Cognition
The One-Question Turing Test
The Turing test says as much about us as it does about thinking in machines.
Updated February 15, 2024
Can machines think? The originator of modern, electronic computing asked this question in terms of the now famous Turing test. Turing proposed it as a variant of an “imitation game” in which, using only indirect means of communication such as a teleprinter or computer terminal, you had to distinguish between a male and female respondent who were not obliged to tell the truth about who they were. In the crucial variant that he proposed to answer the question of whether machines can think, one of the protagonists is a computer programmed to imitate a person: what today we would call a chatbot. He argued that if most people were no more than randomly good at saying which was the chatbot and which was not after a suitable period of interrogation of both, you could say that the chatbot had passed the test.
Inevitable limitations regarding computers’ ability to handle contextual, common-sense knowledge means that at present Turing tests cannot be completely open with regard to the topic of discussion. Computer programs have done quite well with wine, politics, and religion as the subjects for conversation—presumably because these are topics about which you can talk complete nonsense and still be taken seriously! And of course, the fact that five out of ten of its clients were convinced by a program mimicking a psychotherapist probably says more about psychotherapy than it does about the Turing test.
But however that may be, here is a single-question Turing test that goes to the heart of the matter:
You are interrogating two respondents via a computer terminal. One is a person; the other is a chatbot that is programmed to make you think it is a person. You must decide which is which on the basis of a reply to a single question to just one of them. What question must you ask to determine definitely whether you are interrogating the chatbot or the person?
Obviously, asking, “Are you the person?” or “Are you the chatbot?” of either will not suffice, because although the person will answer truthfully, the chatbot will give you a false answer, and you have no way of knowing which you are addressing, because both will claim to be human.
Nevertheless, if you consider what each would tell you about what the other would say, a solution can be found. This involves imagining alternatives that in turn demand an understanding of each respondent’s knowledge of the other’s truth telling or otherwise.

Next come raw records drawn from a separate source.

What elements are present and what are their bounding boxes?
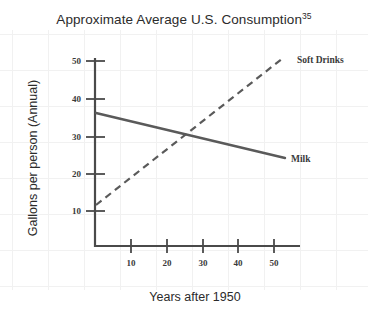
y-tick-label-50: 50	[57, 56, 81, 66]
series-line-soft-drinks	[96, 58, 283, 205]
chart-page: Approximate Average U.S. Consumption35 G…	[0, 0, 368, 317]
y-tick-label-40: 40	[57, 94, 81, 104]
plot-area	[0, 0, 368, 317]
series-label-milk: Milk	[291, 154, 311, 164]
x-tick-label-40: 40	[226, 258, 250, 268]
x-tick-label-10: 10	[119, 258, 143, 268]
x-tick-label-30: 30	[191, 258, 215, 268]
y-tick-label-20: 20	[57, 169, 81, 179]
x-tick-label-50: 50	[262, 258, 286, 268]
series-line-milk	[96, 113, 285, 158]
x-tick-label-20: 20	[155, 258, 179, 268]
y-tick-label-10: 10	[57, 206, 81, 216]
y-tick-label-30: 30	[57, 132, 81, 142]
series-label-soft-drinks: Soft Drinks	[297, 55, 344, 65]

Specifically this is known in the autism literature as an appreciation of false belief, and generally these issues are aspects of what is often called “theory-of-mind skills,” “mind-reading,” or in a word, mentalism. Deficits in mentalism are generally diagnostic of autism, and tests of false belief are particularly crucial. Furthermore, as this example suggests, such mentalistic skills are the key to passing the Turing test and giving computers an appearance of being able to think.
The answer is to ask either “Which of you would be indicated as the person if I asked the other to indicate him?”
Clearly, you might be questioning the person or the chatbot. If you were addressing the chatbot, it would of course say that it would be indicated. But if you were addressing the person, they would confirm that answer because they would know that the chatbot would give a false answer, and indicate itself as human. You could then confidently conclude that, whichever you asked, the person was the respondent not indicated in the answer.
Or at least, you could unless the chatbot was clever enough to realize that you would think this. Clearly, if the chatbot’s mentalistic intelligence was high enough, it might realize that lying in answer to this question would give it away, but that telling the truth would not, because the person would be wrongly assuming that the chatbot would lie.
Being able to lie is yet another aspect of mentalism where autistics—perhaps to their credit—have serious failings. This is because lying exploits those same mentalistic skills that the single question solution here requires, and this in turn suggests that, were the chatbot to be clever enough to tell the truth in this instance, there would be no single question solution to such a Turing test.
A thinking chatbot might deduce that deceit was the essence of being human—even when it sometimes meant telling the truth. And the chatbot might be right!